The -m option acts as a last resort precaution since it sets the hard memory limit, SPAdes will simply crash if it would require to allocate more RAM then this limit. In some cases it is possible to provide time / memory tradeoff and we use the value passed to -m option for this. However, in general, you'd simply pass to -m the amount of free RAM available to your SPAdes job. Same for -t option - pass the number of threads that you could use for the assembly.

The message you mentioned clearly contains an error - SPAdes had 196 Gb of RAM allocated and your OS failed to fulfil its request to allocate 64 bytes more. So, just make sure you'd indeed having 512 Gb of free RAM.
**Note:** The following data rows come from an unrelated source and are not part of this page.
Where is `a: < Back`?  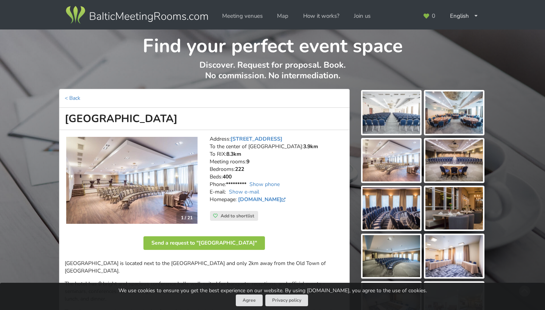
a: < Back is located at coordinates (72, 98).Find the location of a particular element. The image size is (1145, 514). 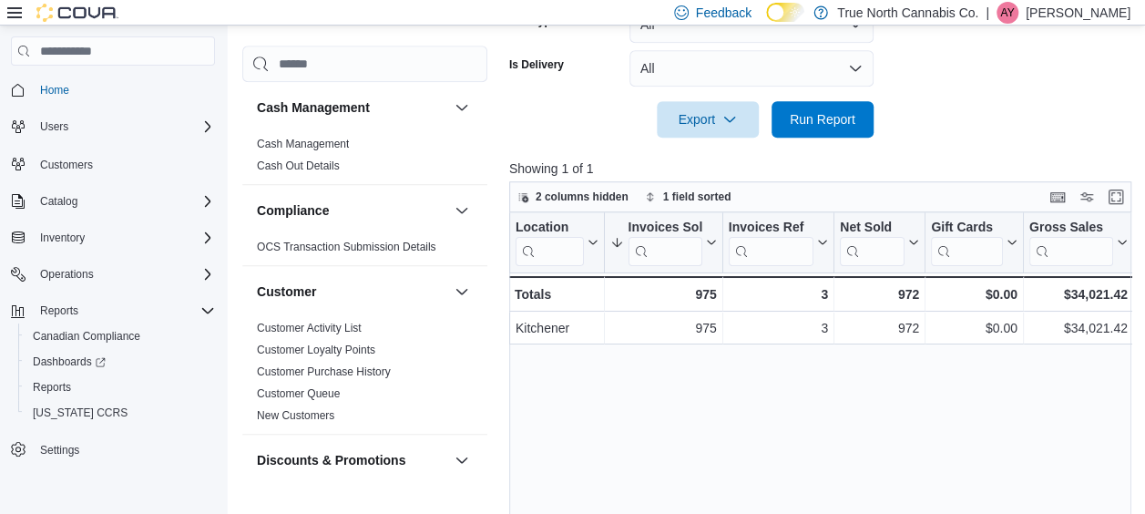

span: Dark Mode is located at coordinates (766, 22).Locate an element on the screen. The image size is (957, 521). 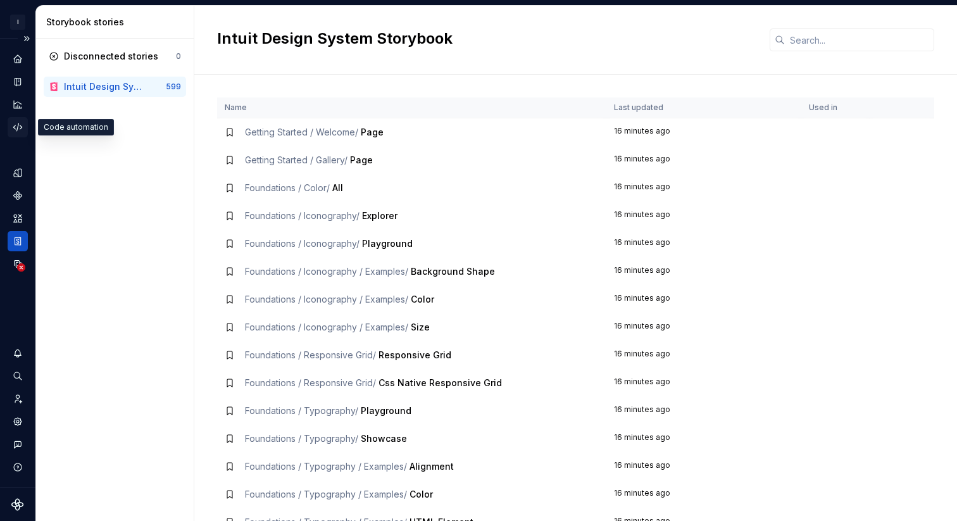
div: Data sources is located at coordinates (18, 264).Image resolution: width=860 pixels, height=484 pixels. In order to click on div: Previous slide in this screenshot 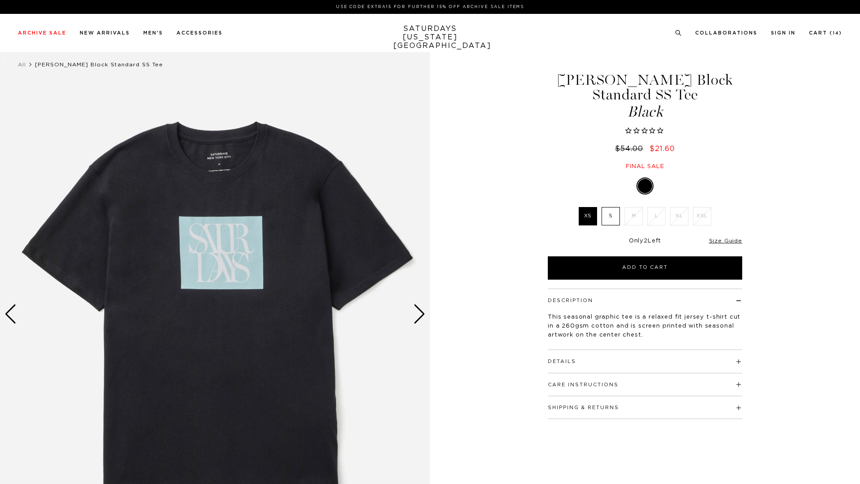, I will do `click(10, 314)`.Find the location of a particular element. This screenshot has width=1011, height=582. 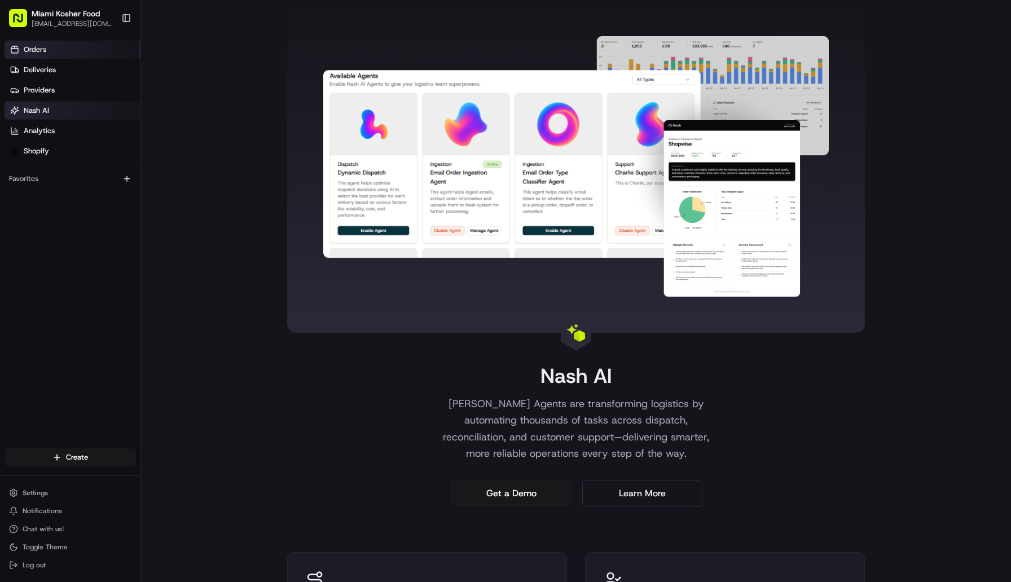

span: Deliveries is located at coordinates (40, 70).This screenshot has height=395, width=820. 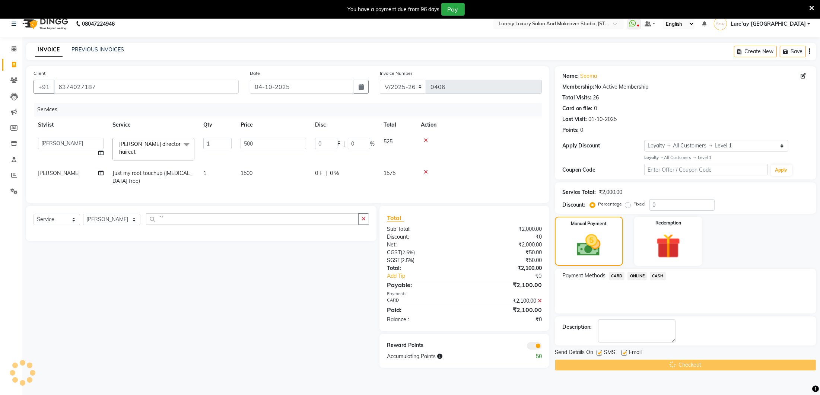 What do you see at coordinates (273, 125) in the screenshot?
I see `th: Price` at bounding box center [273, 125].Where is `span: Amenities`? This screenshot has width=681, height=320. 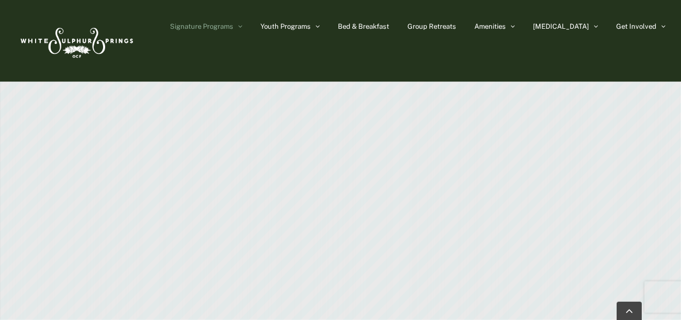 span: Amenities is located at coordinates (490, 26).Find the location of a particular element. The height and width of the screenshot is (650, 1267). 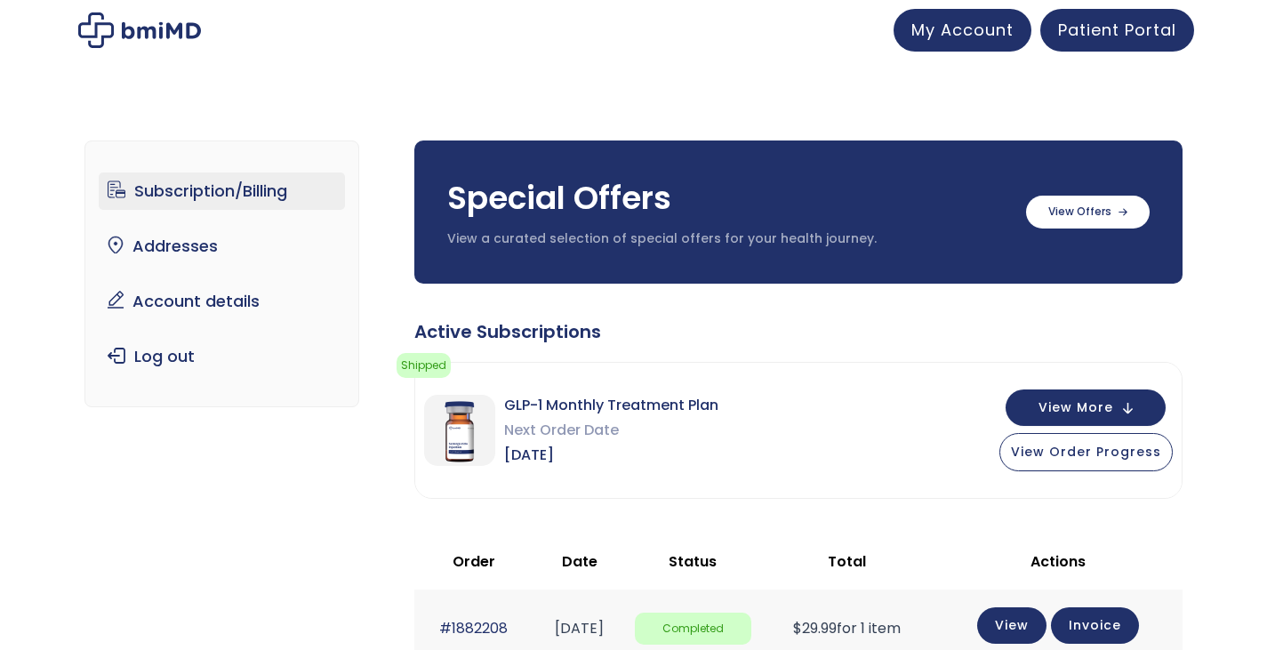

span: Date is located at coordinates (580, 561).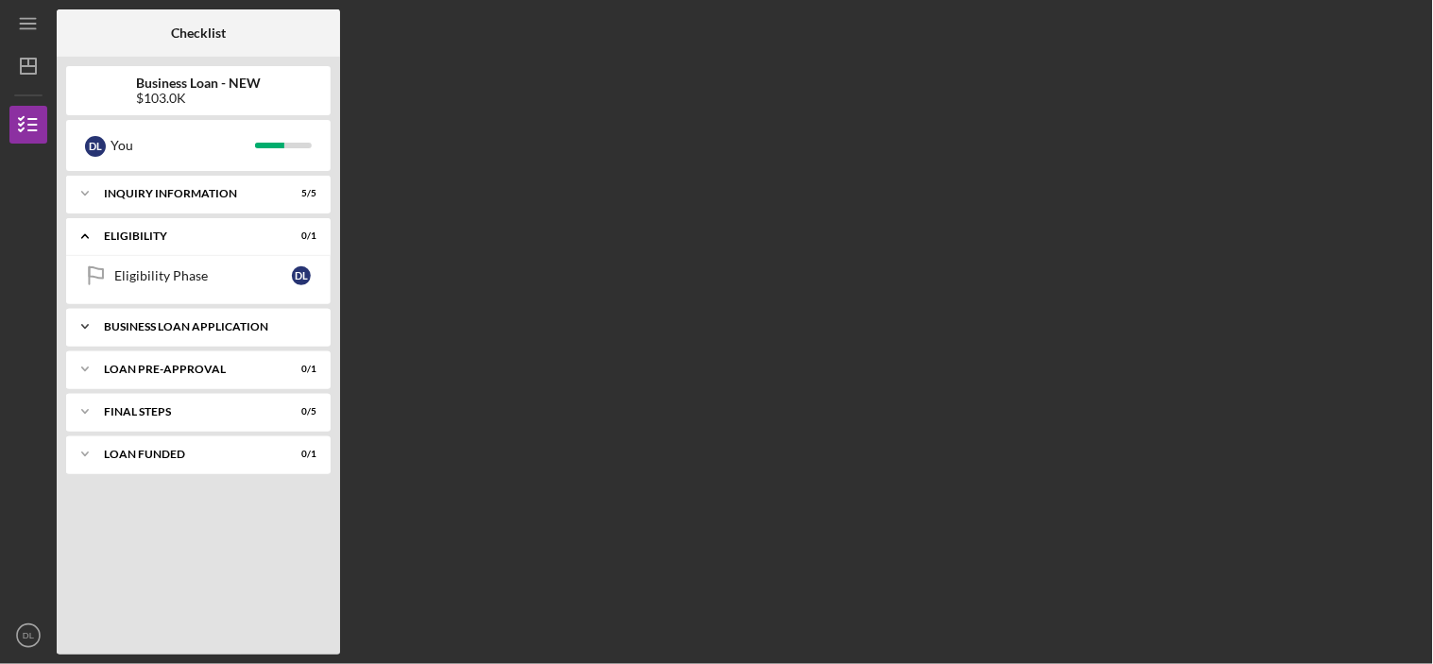  I want to click on div: $103.0K, so click(198, 98).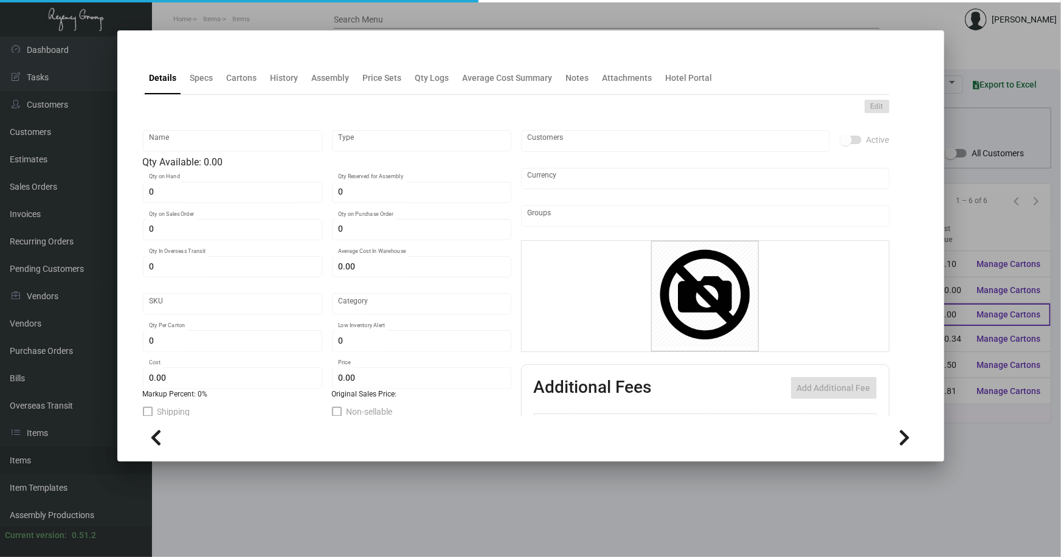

asl avatar May 09 '17 21:05 asl

I'm having this problem too on our compute server with 1 TB of RAM. Here's the Spades error:

<jemalloc>: Error in malloc(): out of memory. Requested: 365790526992, active: 127263571968

Here's the free memory on the server:

              total        used        free      shared  buff/cache   available
Mem:           1.0T        7.1G        991G         21M        9.2G        998G
Swap:          4.0G          0B        4.0G

System info:

System information:
  SPAdes version: 3.10.1
  Python version: 3.4.5
  OS: Linux-3.10.0-514.10.2.el7.x86_64-x86_64-with-redhat-7.3-Maipo

TomHarrop avatar Aug 14 '17 20:08 TomHarrop

Tom, the description of the problem was given above. At the time of error SPAdes had ~ 120 Gb of RAM allocated, however, your OS failed to fulfill SPAdes' request to allocate some 350 Gb more.

asl avatar Aug 14 '17 21:08 asl

Thanks for the answer! Any idea why that would happen when there is more than 800 Gb free?

TomHarrop avatar Aug 14 '17 21:08 TomHarrop

There might be multiple issues starting from virtual memory fragmentation and ending with memory overcommit by other apps. You may want to ask your system administrator how the particular server is configured.

asl avatar Aug 14 '17 22:08 asl

Just to reiterate, reducing the number of threads won't reduce the amount of memory that is required correct?

fanhuan avatar May 21 '20 08:05 fanhuan

Depends on the stage of the process. Some stages require fixed amount of RAM per thread (however, we try to estimate the amount of free memory depending on the specified memory limit and amount of memory consumed and use this estimate to limit the memory allocation in such case), some stages certainly process all data and the memory consumption is not thread-dependent.